The Musical Morgans were having revival meetings in Henderson and by now I was a senior in high school. Our friend Wanda Janzen Goertzen took us with her to one of the meetings. My sister, Alma, saw a guy in the choir that Wanda knew and she liked. She talked Wanda into trying to hook her up with a date with him. Roger Regier was looking for his brothers and came by in his car. Wanda also knew him and stopped him to talk to him about the date. He promised he would see what he could do if I would go out with him. Roger was not able to get “Clyde” as he already was going steady, but he got Wayne Martens to come along and Alma and I had our first blind dates—and our parents said we could go! Guess the fact that they were Mennonite Brethren did give them some confidence in them. This was the beginning of something much more permanent for both of us!

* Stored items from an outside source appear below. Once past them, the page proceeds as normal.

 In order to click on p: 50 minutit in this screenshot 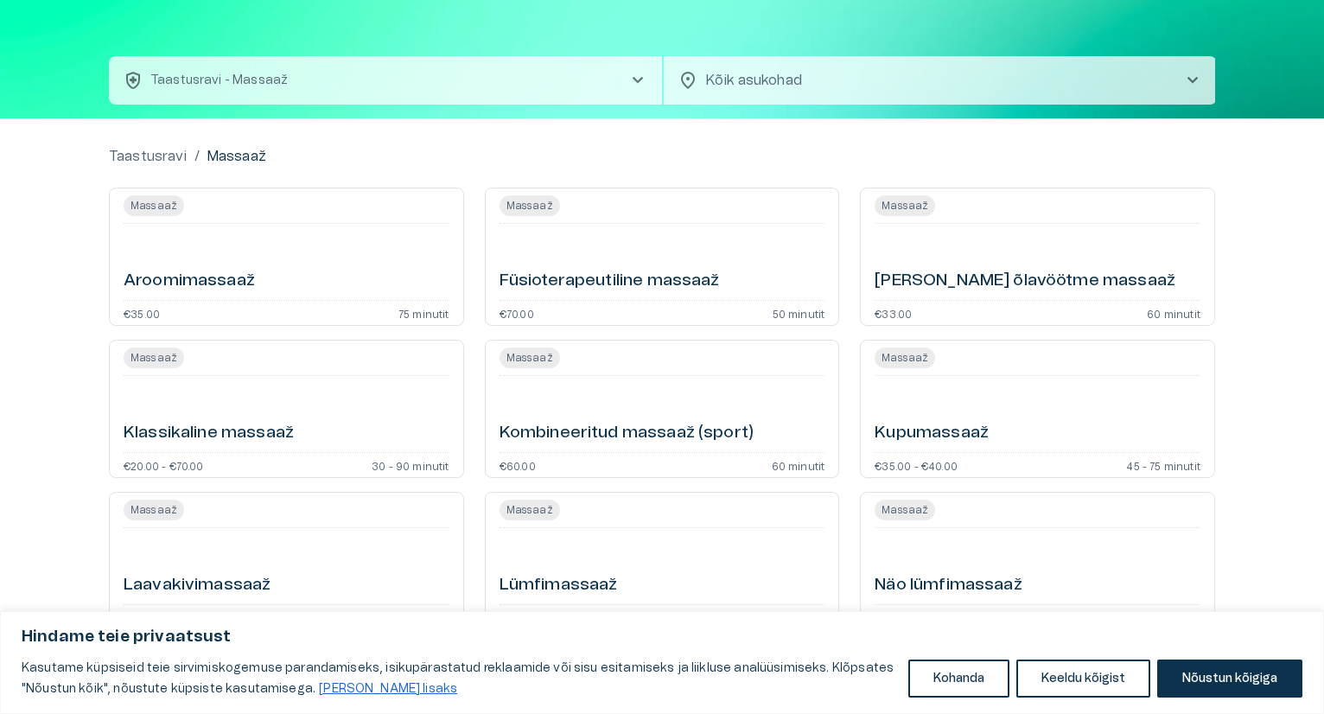, I will do `click(798, 313)`.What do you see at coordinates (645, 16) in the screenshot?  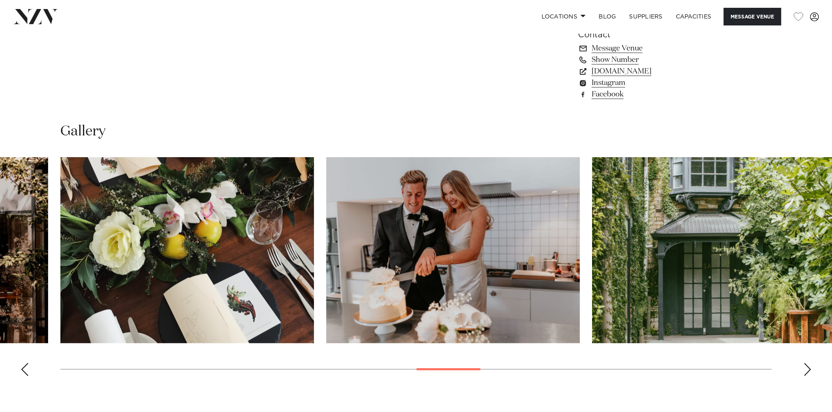 I see `a: SUPPLIERS` at bounding box center [645, 16].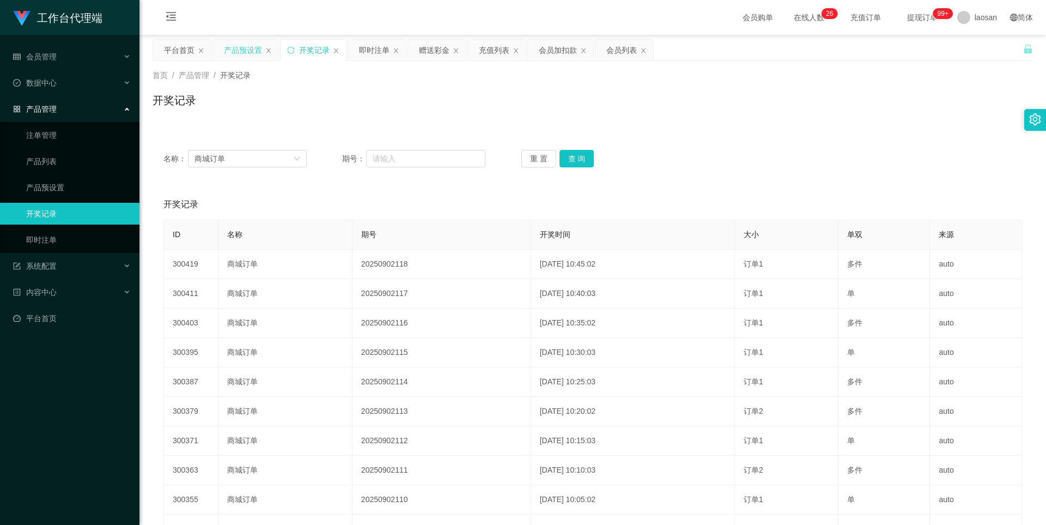  What do you see at coordinates (78, 214) in the screenshot?
I see `a: 开奖记录` at bounding box center [78, 214].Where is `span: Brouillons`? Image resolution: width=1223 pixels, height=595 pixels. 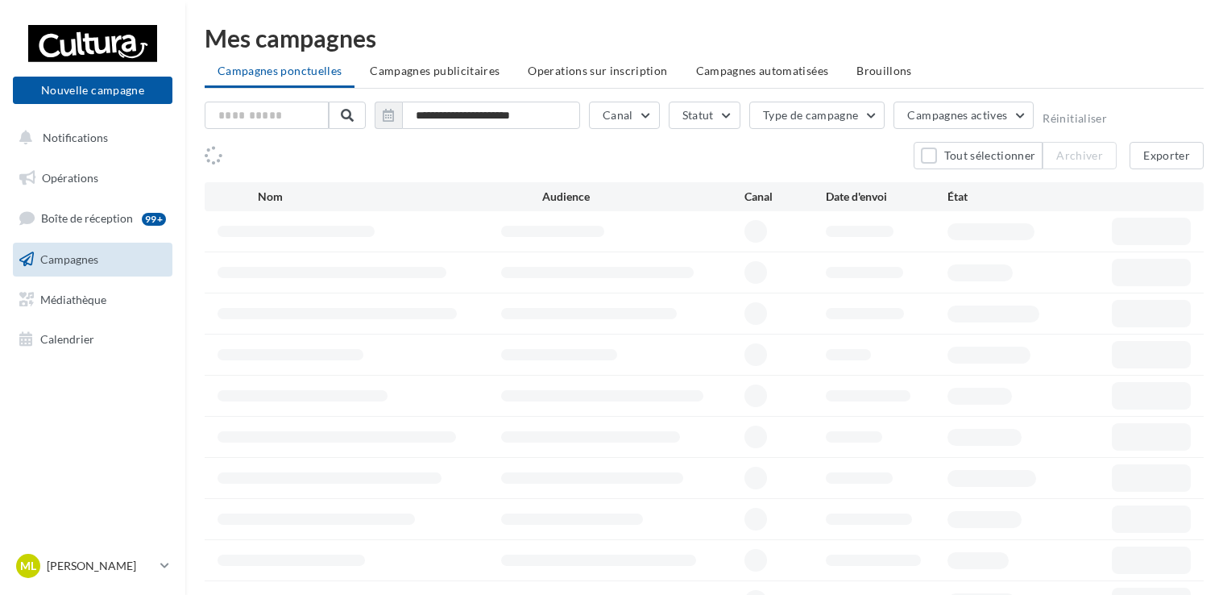
span: Brouillons is located at coordinates (884, 70).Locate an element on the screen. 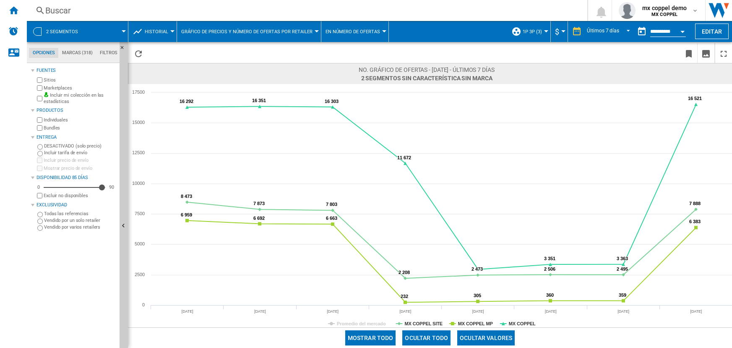 The width and height of the screenshot is (732, 348). label: Sitios is located at coordinates (80, 80).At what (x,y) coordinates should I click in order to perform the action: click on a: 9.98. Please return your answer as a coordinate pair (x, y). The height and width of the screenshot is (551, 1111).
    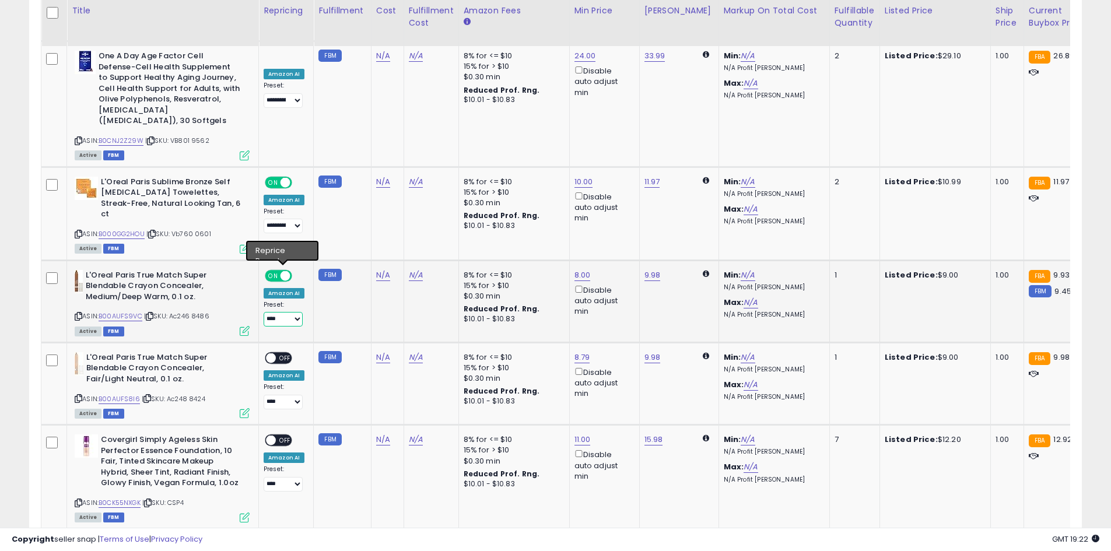
    Looking at the image, I should click on (653, 357).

I graduated that spring. The next fall, I left to go to college at Northwestern Bible College in Minneapolis, Minnesota. I begged to be able to go to Tabor College where Roger would be attending but my parents did not agree. Roger and I were in love so we waited it out this year and planned a wedding for the following September. Alma married Wayne after her graduation from high school in June, 3 months before we got married.

I cared for two Jewish preschool children in their home for my room and board and a little spending money at college. They were good children and it was a good experience. My parents paid the tuition. I remember bus rides to school in below freezing weather, but mostly I remember the friendships I made, several of which I kept in touch with over the years.

Planning a wedding absorbed most of my time while working a summer time job of auditing books for a furniture store in Minneapolis. I shopped for my trousseau and relished in spending money that I earned myself! My parents could not afford two wedding gowns in one year, so I needed to redo Alma’s dress to fit me. I made a sweetheart collar instead of the stand up collar she had to be different, plus I used a different veil.